用于研究的“云”会是什么样子?微软负责外部研究的副总裁Tony Hey介绍,他们把“云”建成大型的虚拟实验室,应用新一代管理程序配以适当人工来管理数据,分级别适度开放给研究人员。他说,授权用户将开发出新工具、补充新数据,并与各地同事广泛共享。据他预测,在这些新的实验室中,“你可以通过分析从别人那里汇集来的数据赢取诺贝尔奖”。位于加州Almaden的IBM研究运营部门负责人马克·迪安表示,短短几年内,商用和科学用途的结合将产生“云”网络,我们尽可放开想象。“与这个相比,”他说,“现在的网络微不足道。我们将会嘲笑现在的网络实在太小。”然而,如果这个“太小”的网络对于Google帝国发展都已经足够大了,那么没人能预测巨型的“云”网络可以提供什么样的机会。
2007年11月的一天,比希利亚刚刚从中国回到美国,还没来得及倒时差。他在中国的几所大学介绍了“Google 101”的计划。他的时间表排得满满当当,不仅要和IBM共同建立“云”集群,还需要处理华盛顿大学、加利福尼亚大学伯克利分校、斯坦福大学、麻省理工学院、卡内基-梅隆大学以及马里兰大学等6所高校“云”计划启动的相关事宜。此时,他把一位摄像师请到会议室,线缆和灯光占满了整张桌子。他将录制一段有关“云”教学的宣传片,这段视频或许会选择在YouTube网站发布。

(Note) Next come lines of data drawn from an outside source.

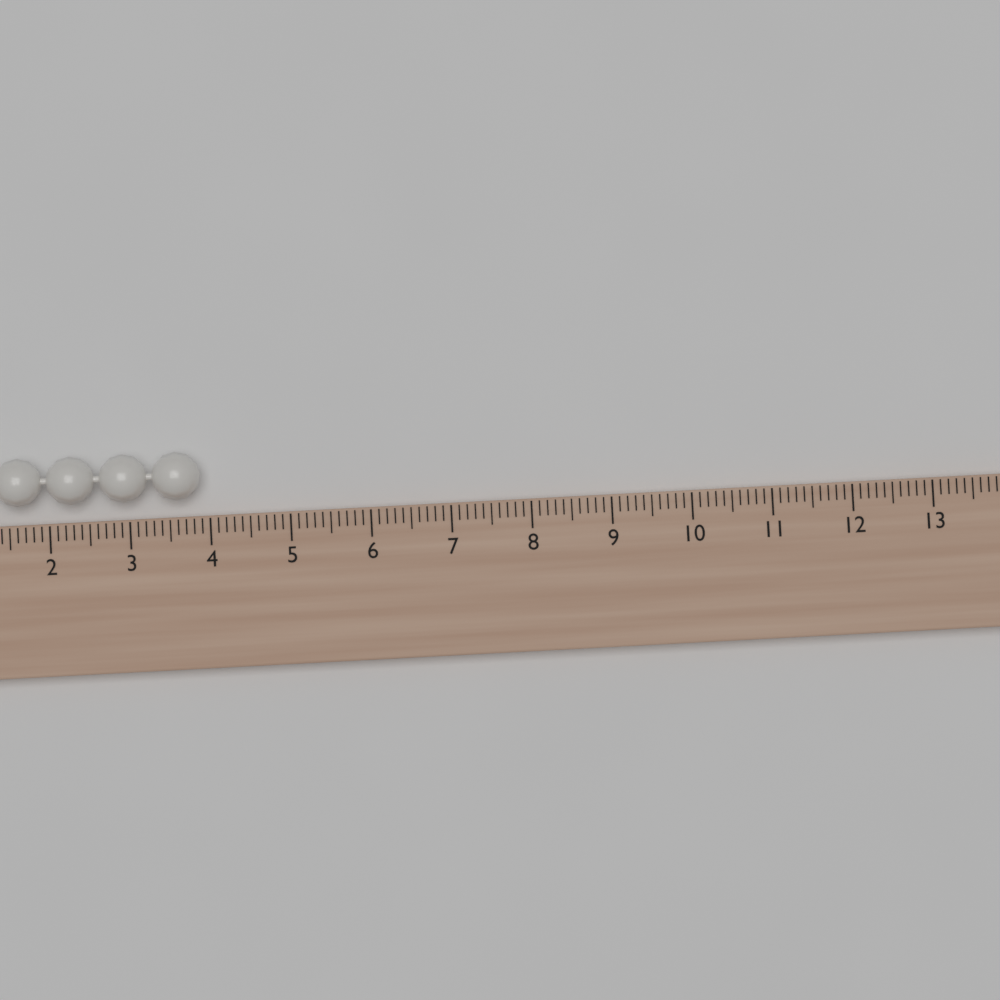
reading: 3.9 (no unit)
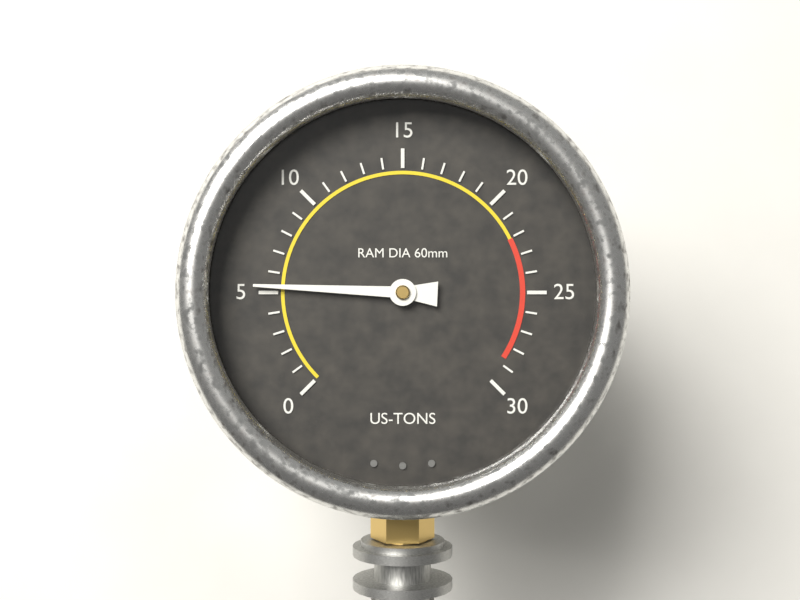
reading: 5.3 US-TONS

埃里克·施米特走了进来。52岁的他几乎比比希利亚年长一倍,与爱徒清瘦的体格相比,他显得强壮不少。比希利亚把他引到摄像机面前并解释这个宣传计划。他们会录制采访中的音频,再拍几个施米特的单人正面镜头。比希利亚把这些镜头称为“B级胶片”。施米特同意了计划并落座下来。他想到了更好的主意,他告诉摄像师拍下全景而省略单人镜头。的确,他和比希利亚忙得怎么有时间单干呢?